Meeks Software Architecture Conjectures

  1. The source code may (or may not) be a full implementation of the desired capability needed by the business - but is more likely just an approximation (constrained by permitted time, allocated budget, and available skills/talent of the team involved). Therefore it should not be confused with the actual or desired (or envisioned) design - that may require multiple years to achieve - of which the current source code may only reflect a partial (and incomplete, or inaccurate) representation.

  2. For any non-trivial system, its behavior is probably not deterministic (as you may erroneously believe), but is more likely - stochastic.

  3. Distributed Architecture is hard...and the complexity of the web of external dependencies is far beyond the ability of most teams to comprehend...

  4. Assuming an ∞ budget - many fail to recognize that the business has little tolerance for ∞ rework.

  5. "Change Blast Radius" is an important factor to consider when defending against the impetus to "code first, design later".

  6. "Unintended consequences are inescapable".

Meeks Enterprise Architecture Conjectures

  1. If you build an Enterprise Architecture practice along the lines of an "Indy 500 Pit Stop service crew", you'll have a better chance of providing the business with an "acceleration factor" - and achieving an agile architecture operational model, than if you are still working to implement EA practices along the lines of a construction permitting process.
  1. Much goodness would ensue, if we just got rid of the name EA.

  2. More enterprise projects fail due to an excessive degree of optimisim - than skipticism and pessimism.

  3. If the actual data, from every major business that has attempted to follow the Agile Industrial Complex's prescriptive guidance were published and made available for aggreation and analysis - the entire edifice would immediately implode and spontaneously combust.

  4. At some level of scale [n], very large organizations find benefit in using longer-term roadmaps to align planning of resources (people, time, money) - to coordinate development efforts (larger than [x]). This is often even more critical - when the organizational units are distributed geographically, have greater autonomy (e.g., budget planning), and may also include required external coordination with [m] external partners.

Meeks Tool Conjectures:

  1. Some of the most expensive mistakes you will ever make - will be when you try to perform a task without the proper tool. This will be especially true when you have a one-off task - and think you can get by using the incorrect tool.

  2. Selecting a tool based on an industry analyst magical report - without actually doing a proof-of-concept evaluation - will usually lead to failure of your initiative....and massive rework.

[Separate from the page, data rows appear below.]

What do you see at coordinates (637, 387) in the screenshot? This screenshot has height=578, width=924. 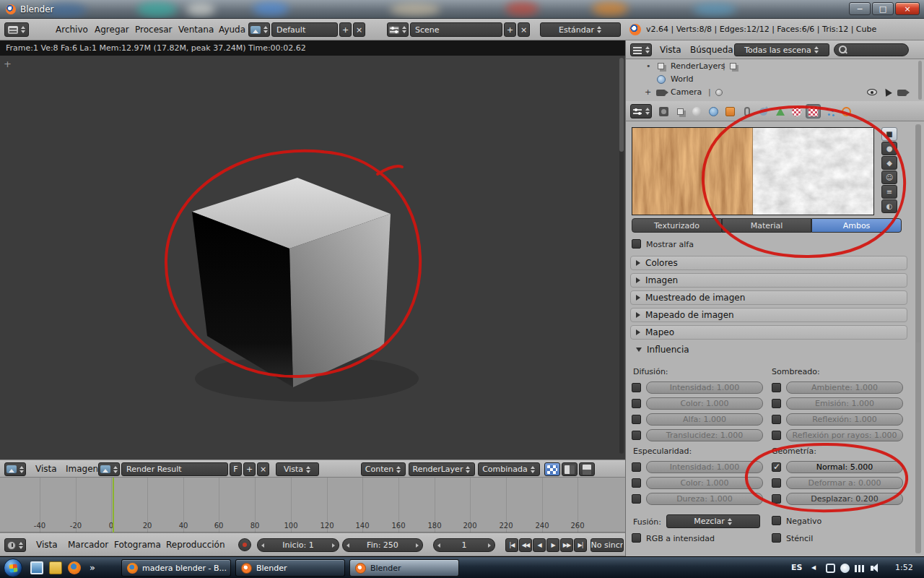 I see `diffuse-intensity-checkbox` at bounding box center [637, 387].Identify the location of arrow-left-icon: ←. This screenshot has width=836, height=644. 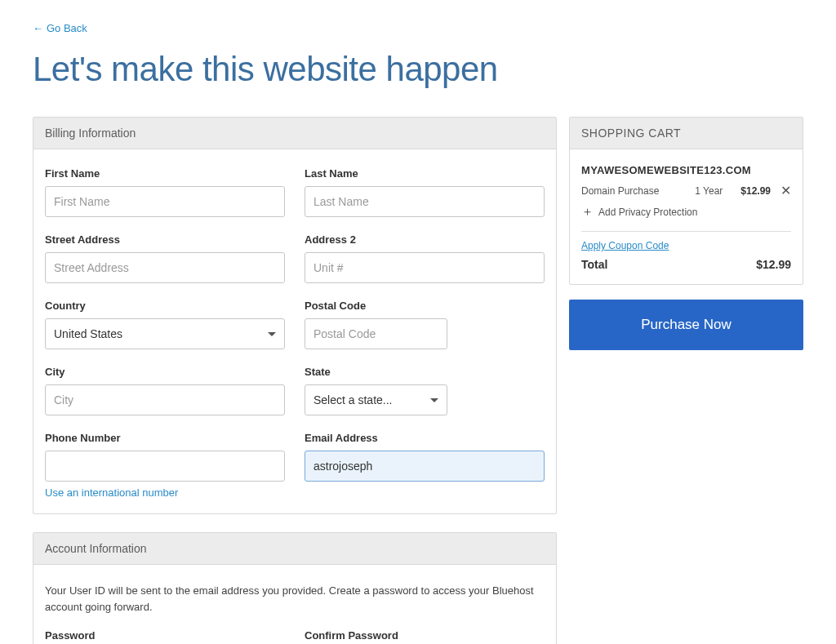
(38, 28).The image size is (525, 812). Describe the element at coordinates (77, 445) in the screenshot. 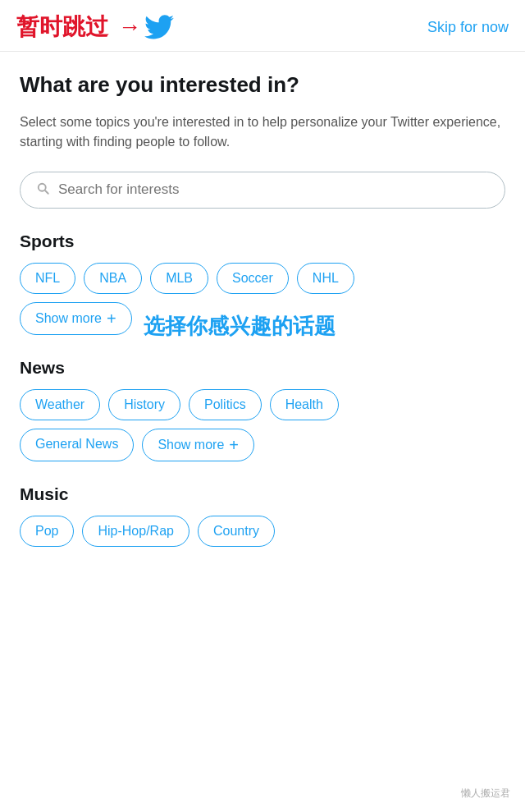

I see `tag-general-news: General News` at that location.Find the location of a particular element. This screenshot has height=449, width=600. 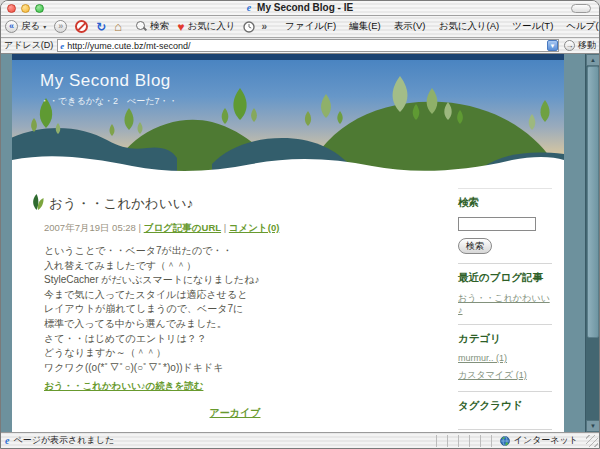

search-button: 検索 is located at coordinates (152, 27). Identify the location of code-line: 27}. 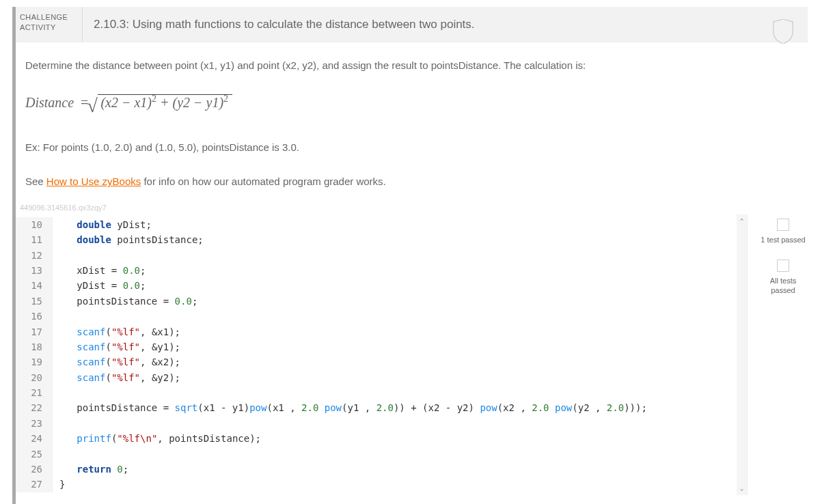
(381, 484).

  3. There is rarely a direct correlation between the price and value of a tool. However, there is a strong correlation between a poor tool choice - and its cost.

  4. Just because you can build your own tool - doesn't necessarily mean you should.

  5. Just because there are suitable tools for sale - doesn't mean that you shouldn't build your own.

Meeks 2024 AI Conjectures:

2024-AI-01: "Most business people driving enterprise-wide GenAI adoption in their company - are unqualified to have an opinion on AI."

2024-AI-02: "In ~18-24 months, 90% of those GenAI intiatives will be shutdown - and those same GenAI promoters in your company, will be gone (voluntarily, or involuntarily)."

Meeks 2025 AI Conjectures:

2025-AI-01: "As the proliferation of AI Agents increases within an enterprise - the resulting explosion in IT costs - will drive enterprises to return to on-premise computing."

2025-AI-02: "All of the ornate work to craft guardrails, prompt guidance, etc. - can be undone by a non-visible exception - such as exceeding the maximum allowed context storage limit. And thus, what you might have believed to work / be true yesterday - may not be true tomorrow - and you will likely have no indicators of the breaking changes."